Vulkan Timeline Semaphores
The original Vulkan synchronization APIs relied on two separate coarse-grained primitives: VkSemaphore and VkFence. Both of these were reusable binary-state objects with slightly different purposes and behavior. VkSemaphore allowed applications to synchronize operations across device queues. VkFence facilitated device to host synchronization. Together, they enabled applications to observe and control the execution of command buffers and other queue commands, but they inherited various limitations of the underlying OS and device mechanisms at the time which made them somewhat difficult to use.
Arm Releases Vulkan Best Practices for Mobile Developers
Vulkan is an extremely powerful new-generation graphics and compute API that affords developers considerable flexibility—but many developers are realizing that what works best for desktops may not deliver optimal results on mobile. That’s why Arm Technology has put together the best practices for Vulkan developers on mobile.
Beginners Guide to Vulkan
Recently I asked the community for beginner-friendly resources on Vulkan, and I compiled a list of them that you can find below. For the beginners reading this, Vulkan is a new graphics API-- in other words, a way to communicate with your GPU and make it do things. It's managed by the Khronos Group, which means it's under multi-company governance - being managed by the industry for the industry. Anyone who wants to do work on GPUs (not restricted to graphics programmers!) should at least have a high level knowledge of what it is.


Exercise goal:
The number of lines in the records that include "Days" is all you should give.

Supplied records:
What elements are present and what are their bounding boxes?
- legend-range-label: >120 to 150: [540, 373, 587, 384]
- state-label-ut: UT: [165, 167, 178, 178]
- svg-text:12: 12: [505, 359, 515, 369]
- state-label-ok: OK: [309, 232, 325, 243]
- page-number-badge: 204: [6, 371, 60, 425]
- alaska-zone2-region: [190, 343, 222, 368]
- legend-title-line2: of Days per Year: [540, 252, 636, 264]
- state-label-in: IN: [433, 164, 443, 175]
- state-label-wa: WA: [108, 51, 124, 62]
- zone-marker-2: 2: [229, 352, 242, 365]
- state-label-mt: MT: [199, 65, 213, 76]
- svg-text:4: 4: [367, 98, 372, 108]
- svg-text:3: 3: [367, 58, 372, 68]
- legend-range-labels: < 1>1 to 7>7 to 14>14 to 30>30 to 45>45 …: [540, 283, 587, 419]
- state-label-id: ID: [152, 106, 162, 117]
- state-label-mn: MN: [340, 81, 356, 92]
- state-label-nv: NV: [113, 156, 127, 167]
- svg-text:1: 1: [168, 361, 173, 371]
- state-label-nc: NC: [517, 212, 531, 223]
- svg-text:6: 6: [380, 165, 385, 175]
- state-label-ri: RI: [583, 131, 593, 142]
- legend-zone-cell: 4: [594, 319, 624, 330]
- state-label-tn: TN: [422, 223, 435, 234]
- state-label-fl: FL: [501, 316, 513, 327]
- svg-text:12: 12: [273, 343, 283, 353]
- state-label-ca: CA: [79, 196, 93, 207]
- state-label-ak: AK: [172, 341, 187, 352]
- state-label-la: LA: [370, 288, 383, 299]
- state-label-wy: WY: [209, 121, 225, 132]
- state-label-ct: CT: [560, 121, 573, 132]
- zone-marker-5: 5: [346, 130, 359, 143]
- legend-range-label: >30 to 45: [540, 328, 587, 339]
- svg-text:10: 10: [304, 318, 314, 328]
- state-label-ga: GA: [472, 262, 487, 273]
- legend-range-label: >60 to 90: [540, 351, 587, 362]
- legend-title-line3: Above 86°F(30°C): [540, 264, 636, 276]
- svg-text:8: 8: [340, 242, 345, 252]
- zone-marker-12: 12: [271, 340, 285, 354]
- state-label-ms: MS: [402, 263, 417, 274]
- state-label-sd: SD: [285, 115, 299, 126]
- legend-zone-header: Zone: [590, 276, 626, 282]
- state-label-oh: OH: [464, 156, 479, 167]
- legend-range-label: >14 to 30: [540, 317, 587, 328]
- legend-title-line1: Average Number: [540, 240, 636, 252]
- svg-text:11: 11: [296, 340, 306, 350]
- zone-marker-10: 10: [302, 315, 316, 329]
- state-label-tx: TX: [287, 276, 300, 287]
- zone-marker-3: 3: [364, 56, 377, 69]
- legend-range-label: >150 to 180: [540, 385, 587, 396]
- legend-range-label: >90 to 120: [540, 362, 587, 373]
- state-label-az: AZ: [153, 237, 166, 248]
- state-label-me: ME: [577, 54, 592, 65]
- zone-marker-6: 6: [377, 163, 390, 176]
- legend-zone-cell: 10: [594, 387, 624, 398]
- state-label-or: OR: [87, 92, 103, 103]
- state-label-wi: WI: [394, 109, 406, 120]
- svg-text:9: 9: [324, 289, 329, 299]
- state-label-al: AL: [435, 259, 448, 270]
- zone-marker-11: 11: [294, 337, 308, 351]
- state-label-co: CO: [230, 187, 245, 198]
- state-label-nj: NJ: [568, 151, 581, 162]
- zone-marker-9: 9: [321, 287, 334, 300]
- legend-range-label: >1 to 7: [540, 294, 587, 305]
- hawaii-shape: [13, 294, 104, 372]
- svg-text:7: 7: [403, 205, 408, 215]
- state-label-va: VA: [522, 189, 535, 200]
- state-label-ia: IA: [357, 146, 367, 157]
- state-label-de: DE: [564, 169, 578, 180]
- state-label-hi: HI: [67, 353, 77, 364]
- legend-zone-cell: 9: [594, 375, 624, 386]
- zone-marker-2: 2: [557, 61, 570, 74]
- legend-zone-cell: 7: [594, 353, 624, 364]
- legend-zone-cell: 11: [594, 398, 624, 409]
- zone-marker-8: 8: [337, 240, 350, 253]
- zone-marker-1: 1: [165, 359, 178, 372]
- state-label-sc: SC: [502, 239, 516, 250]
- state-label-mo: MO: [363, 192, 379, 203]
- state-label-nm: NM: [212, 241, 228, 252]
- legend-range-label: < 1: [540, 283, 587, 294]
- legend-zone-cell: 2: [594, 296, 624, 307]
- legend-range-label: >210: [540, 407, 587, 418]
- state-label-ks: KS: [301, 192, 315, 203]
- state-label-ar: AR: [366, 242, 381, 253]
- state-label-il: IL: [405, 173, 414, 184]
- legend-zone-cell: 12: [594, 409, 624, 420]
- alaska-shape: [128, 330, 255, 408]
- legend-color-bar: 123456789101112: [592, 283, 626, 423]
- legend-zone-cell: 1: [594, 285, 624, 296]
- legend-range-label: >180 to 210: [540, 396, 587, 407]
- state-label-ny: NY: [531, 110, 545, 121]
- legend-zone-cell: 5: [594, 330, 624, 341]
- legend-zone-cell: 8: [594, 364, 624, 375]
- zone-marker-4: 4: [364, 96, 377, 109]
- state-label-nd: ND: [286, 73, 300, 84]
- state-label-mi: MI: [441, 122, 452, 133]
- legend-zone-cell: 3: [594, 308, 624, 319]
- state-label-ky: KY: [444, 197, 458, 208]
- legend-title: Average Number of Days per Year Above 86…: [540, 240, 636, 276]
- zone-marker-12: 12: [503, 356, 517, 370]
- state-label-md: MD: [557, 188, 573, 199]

Response area:
2